EU asks Facebook, Google to tackle extremists online
The European Union will ask major US technology companies including Facebook, Google and Twitter to help tackle online extremism at a meeting on Wednesday, officials said.
The dinner meeting in Luxembourg comes amid rising concerns about the use of the Internet to radicalise young European Muslims who have travelled to fight in Syria and Iraq.
Interior ministers from the 28 EU countries and officials from the European Commission will meet representatives from Internet search giant Google, social media leaders Facebook and Twitter, and software pioneer Microsoft, a commission spokesman told AFP.
“In particular participants will touch upon the challenges posed by terrorists’ use of the Internet and possible responses, and they will discuss the tools and techniques to respond to terrorist online activities,” the spokesman said.
Social media has become a powerful tool for jihadis, with the Islamic State group posting several videos online in recent weeks showing the grisly beheadings of western hostages.
But US Internet firms have sometimes been uneasy about blocking extremist material, seeing themselves as platforms rather than publications, and worrying about the implications for free speech.
The participants at the Luxembourg meeting would not discuss any specific measures but would instead look at how private companies and governments could cooperate to tackle online extremism, the commission spokesman said.
The need for the meeting was reinforced given the “background of the flow of so-called foreign fighters as well as calls for ‘electronic Jihad’ that the EU is facing”, the spokesman said.
Around 3,000 Europeans have travelled to fight with the Islamic State group in Syria and Iraq, the EU’s counter-terrorism coordinator told AFP in September.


▶ **WHAT IS NEEDED**
Where the word "title" occurs in a line of the data, return the whole line.

Figure record extracts:

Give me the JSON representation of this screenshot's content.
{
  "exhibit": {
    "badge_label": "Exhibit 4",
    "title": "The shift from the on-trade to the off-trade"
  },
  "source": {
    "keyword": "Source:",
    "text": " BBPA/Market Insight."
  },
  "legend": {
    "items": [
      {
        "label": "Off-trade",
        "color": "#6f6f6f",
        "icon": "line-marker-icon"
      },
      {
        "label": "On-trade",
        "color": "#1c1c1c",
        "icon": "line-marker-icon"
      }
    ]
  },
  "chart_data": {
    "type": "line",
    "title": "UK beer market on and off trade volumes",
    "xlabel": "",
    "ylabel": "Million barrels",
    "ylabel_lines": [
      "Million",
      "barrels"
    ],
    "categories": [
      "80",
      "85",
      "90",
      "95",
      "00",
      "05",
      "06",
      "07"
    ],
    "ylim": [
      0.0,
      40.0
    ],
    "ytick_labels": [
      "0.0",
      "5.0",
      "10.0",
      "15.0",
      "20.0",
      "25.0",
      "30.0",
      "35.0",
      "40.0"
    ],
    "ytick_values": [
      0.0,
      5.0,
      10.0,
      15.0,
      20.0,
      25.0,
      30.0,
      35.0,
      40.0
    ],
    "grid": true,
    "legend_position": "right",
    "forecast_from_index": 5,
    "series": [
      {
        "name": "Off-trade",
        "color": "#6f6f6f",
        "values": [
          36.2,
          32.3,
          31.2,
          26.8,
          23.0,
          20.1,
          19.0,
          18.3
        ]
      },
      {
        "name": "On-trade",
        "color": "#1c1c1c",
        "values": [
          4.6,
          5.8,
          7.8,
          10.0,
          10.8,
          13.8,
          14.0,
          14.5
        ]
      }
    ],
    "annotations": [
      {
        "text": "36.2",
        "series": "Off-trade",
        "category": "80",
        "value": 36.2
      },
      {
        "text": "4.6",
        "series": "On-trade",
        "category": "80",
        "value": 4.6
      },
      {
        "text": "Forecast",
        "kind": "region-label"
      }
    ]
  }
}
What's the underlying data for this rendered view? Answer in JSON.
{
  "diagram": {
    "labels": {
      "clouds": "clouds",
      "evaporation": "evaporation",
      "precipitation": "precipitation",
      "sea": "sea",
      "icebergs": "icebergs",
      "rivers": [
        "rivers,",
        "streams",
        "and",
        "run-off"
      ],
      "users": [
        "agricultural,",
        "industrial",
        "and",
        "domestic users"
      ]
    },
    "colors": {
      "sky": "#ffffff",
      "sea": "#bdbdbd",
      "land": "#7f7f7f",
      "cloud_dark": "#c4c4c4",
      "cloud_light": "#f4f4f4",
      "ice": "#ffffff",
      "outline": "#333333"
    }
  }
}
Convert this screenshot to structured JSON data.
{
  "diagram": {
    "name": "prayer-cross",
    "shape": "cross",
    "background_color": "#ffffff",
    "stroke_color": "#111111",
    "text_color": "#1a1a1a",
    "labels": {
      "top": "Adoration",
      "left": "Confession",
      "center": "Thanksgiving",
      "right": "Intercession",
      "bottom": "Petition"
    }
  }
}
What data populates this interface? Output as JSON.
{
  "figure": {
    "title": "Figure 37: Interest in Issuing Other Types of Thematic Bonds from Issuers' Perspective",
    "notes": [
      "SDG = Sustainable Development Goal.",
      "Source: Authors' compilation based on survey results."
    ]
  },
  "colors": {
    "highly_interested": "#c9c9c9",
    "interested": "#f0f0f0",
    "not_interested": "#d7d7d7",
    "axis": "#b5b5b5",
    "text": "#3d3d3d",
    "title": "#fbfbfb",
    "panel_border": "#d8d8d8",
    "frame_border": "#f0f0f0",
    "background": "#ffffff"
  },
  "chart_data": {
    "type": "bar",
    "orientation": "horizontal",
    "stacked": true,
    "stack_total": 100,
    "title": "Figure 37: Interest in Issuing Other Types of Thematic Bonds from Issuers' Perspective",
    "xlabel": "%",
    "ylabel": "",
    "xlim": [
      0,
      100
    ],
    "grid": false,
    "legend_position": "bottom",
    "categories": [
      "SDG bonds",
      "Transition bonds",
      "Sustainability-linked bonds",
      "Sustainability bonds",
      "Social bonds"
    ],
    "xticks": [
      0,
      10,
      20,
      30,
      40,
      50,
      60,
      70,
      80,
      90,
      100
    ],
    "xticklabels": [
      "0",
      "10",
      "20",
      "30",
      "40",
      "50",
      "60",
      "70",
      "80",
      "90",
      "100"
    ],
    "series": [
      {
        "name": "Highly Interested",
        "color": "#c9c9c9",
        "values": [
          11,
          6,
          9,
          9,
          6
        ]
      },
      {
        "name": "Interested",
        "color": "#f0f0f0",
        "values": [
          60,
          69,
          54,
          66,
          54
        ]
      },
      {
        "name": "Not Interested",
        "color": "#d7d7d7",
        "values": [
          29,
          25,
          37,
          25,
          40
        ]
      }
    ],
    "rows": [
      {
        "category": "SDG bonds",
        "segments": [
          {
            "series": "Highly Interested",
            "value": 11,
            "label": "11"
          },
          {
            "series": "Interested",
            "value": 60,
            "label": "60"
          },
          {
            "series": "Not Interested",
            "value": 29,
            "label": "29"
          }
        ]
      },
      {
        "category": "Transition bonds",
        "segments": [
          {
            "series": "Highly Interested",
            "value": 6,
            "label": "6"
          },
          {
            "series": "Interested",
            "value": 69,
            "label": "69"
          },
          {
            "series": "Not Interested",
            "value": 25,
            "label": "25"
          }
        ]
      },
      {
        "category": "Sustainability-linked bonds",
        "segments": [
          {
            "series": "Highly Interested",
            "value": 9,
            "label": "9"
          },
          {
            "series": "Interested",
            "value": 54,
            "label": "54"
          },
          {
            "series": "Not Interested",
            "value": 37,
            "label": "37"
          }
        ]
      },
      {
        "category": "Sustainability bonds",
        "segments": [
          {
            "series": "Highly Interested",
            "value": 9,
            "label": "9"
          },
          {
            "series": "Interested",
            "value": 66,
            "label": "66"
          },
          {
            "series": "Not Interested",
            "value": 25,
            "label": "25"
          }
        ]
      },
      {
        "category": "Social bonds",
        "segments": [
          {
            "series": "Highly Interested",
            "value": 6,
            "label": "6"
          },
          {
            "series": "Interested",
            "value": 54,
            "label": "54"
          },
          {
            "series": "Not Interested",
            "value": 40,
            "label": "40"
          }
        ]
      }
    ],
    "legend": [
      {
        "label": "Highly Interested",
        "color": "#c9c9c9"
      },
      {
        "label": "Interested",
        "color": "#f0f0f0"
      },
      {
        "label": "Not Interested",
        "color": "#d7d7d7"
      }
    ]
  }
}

▶ **THE ANSWER**
    "title": "The shift from the on-trade to the off-trade"
    "title": "UK beer market on and off trade volumes",
    "title": "Figure 37: Interest in Issuing Other Types of Thematic Bonds from Issuers' Perspective",
    "title": "#fbfbfb",
    "title": "Figure 37: Interest in Issuing Other Types of Thematic Bonds from Issuers' Perspective",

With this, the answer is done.